Tuesday, January 28, 2014

Tristram Shandy, Laurence Sterne

Laurence Sterne, 1713 - 1768, Tristram Shandy, nine volumes, 1759 – 1767. A must-read is the Everyman’s Library edition, with an introduction by Peter Conrad, c. 1991, but included in Everyman’s Library as early as 1912.

197 pages; 111 chapters. 

In the introduction, these four novelists were, perhaps, the “founding fathers” of the English novel: Defoe, Richardson, and Sterne, and Cervantes, though not English.

Mentioned in passing in the introduction: Marianne Moore, Jane Eyre, Don Juan (Byron), Hamlet, Whitman’s Prelude, and many others, particularly Fielding’s Tom Jones.

From page viii of the introduction,
“… Sterne discovers a new way of writing and a new way of understanding human nature which makes his book a sacred text both for Romantic poets and modern novelists, who like him want to liberate literature from its self-imposed and unnecessary rules.”
Everyman's Library was founded in 1906 and relaunched in 1991. It aims to offer the most complete library in the English language of the world's classics.
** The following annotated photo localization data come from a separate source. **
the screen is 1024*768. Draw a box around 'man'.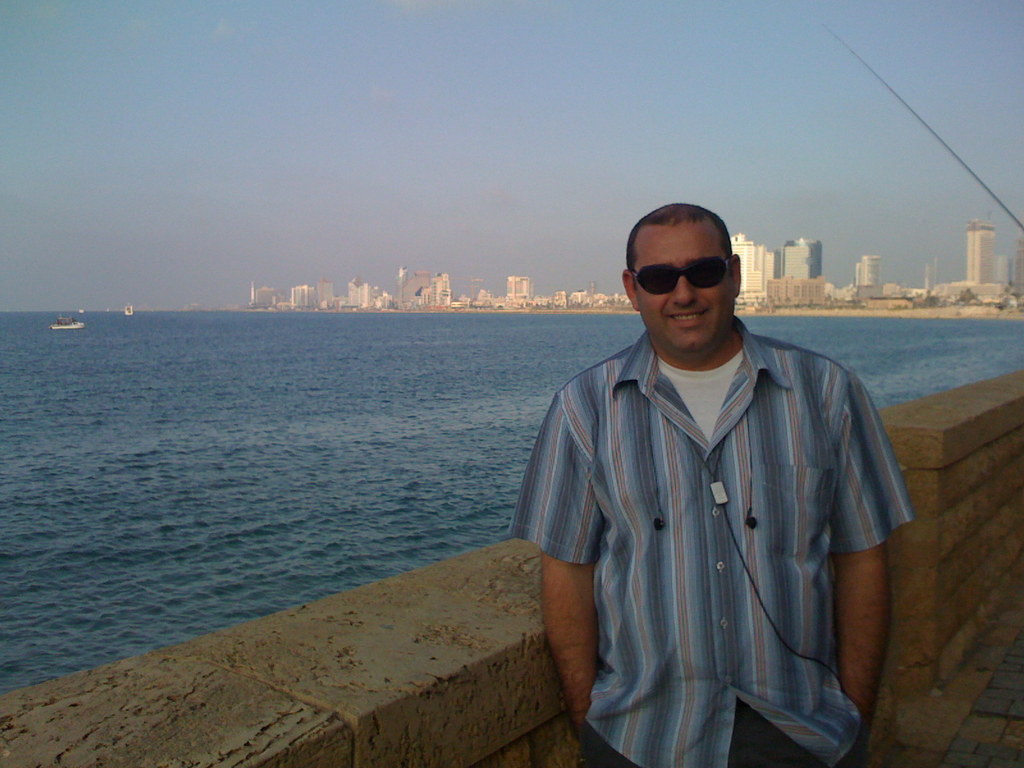
527, 177, 892, 722.
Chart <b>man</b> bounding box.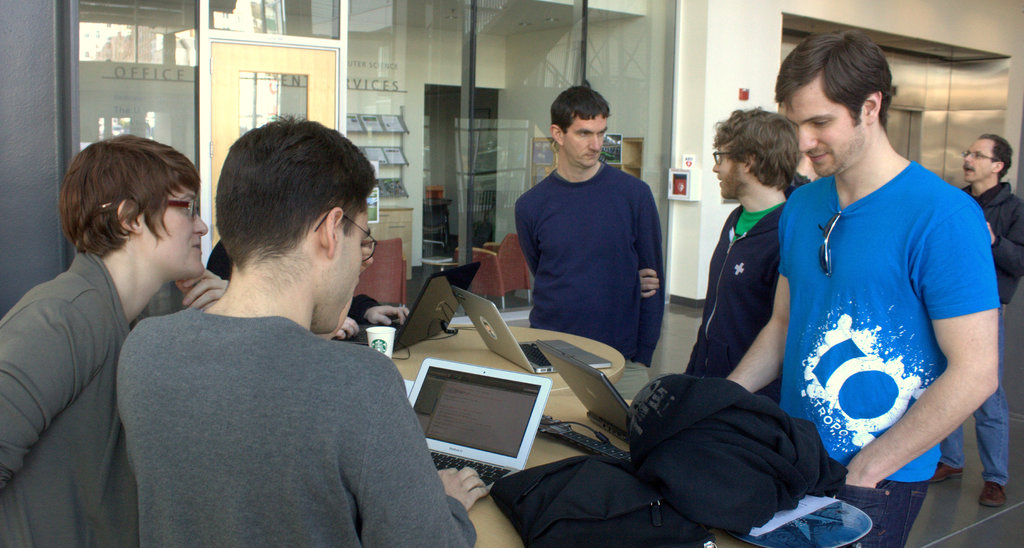
Charted: locate(706, 104, 819, 406).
Each volume is printed in a classic typeface on acid-free, cream-wove paper with a sewn full cloth binding.

I first read Tristram Shandy some years ago, probably in 2004 or thereabouts when I was at the height of my reading program which began in 2002. I was, at that time, reading about the evolution of the novel. Until much later, I did not know how "important" Richardson's Clarissa and Defoe's Robinson Crusoe were in that development, both of which I read about that time. It is no easy "thing" to get through Clarissa

To some extent, I suppose, Laurence Sterne was the Mark Twain of his era.